Listen, I didn’t want to be all in on seeds - they feel complicated. The feeling that I was less of a gardener if I wasn’t “good at seeds” seemed to drive me for a while, but now it’s practicality and the fact that they are honestly: better. Cheaper, stronger, and better plants are a result.

Seeing as for some crazy reason I chose gardening as my profession, I feel enormous pressure for my seeds to germinate. I just tend to be often distracted and very non-scientific about things, knowing they can fail and being okay with it. But when I’m trying to set an example, that’s not ideal. Also, waiting is hard. Delayed gratification? Hard. Protecting seeds from birds and elements? Consuming.

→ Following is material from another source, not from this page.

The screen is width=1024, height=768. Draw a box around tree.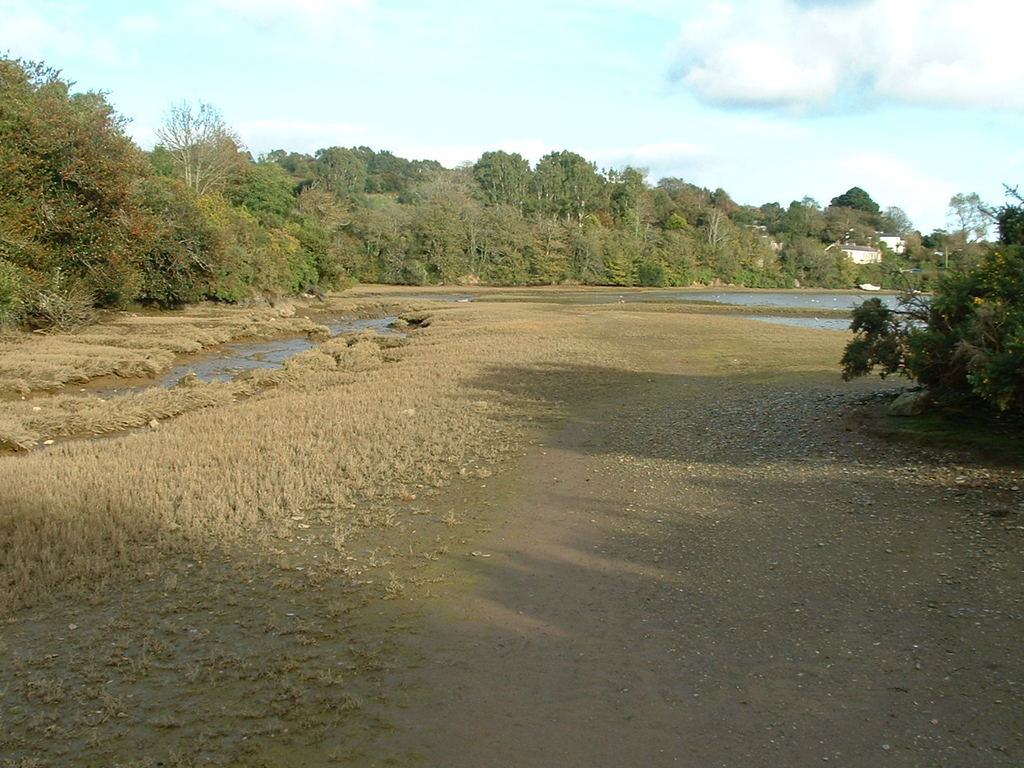
region(744, 204, 795, 243).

But the joy. Oh, my gawd the moment you realize your seeds germinated and those first two leaves have popped up (the cotyledon) - it is next-level butterfly in your stomach happiness. That’s some deep joy right there.

Seeds hold so much biology and wisdom within them that it’s quite hard to comprehend. I read a book about this from a friend, Jennifer Jewell, who is the podcast host of Cultivating Place and many gardening books. She goes deep into what exactly is encased in the tiny treasure box that is a seed. I love how their smallness - think a poppy seed - can help us to realize the comparative enormity of our potential and the microscopically small amount of physiology it takes to produce that.

Seeds have generations of adaptation within them. They have preferences and the mission to reproduce is set in stone. Your seeds from your garden will be more hardy to your space than mine. Seeds can remember, though not sentient, but almost.

The 10 Different Types of Seeds

Not all seeds are equal in quality, so I want to start here. Like food, seeds have heirloom varieties, can be organic, and can be “open-pollinated”, hybrids, or GMOs. In case you didn’t know, not all seeds can give us new offspring - often the grocery store produce has been modified so that the seeds do NOT yeild fruit. This is called job security for big ag. Okay, that came off opinionated, but truly all seeds should be able to bring in a yeild and not be tempered with in my humble opinion, and I do not want to dig into big ag today - someday maybe.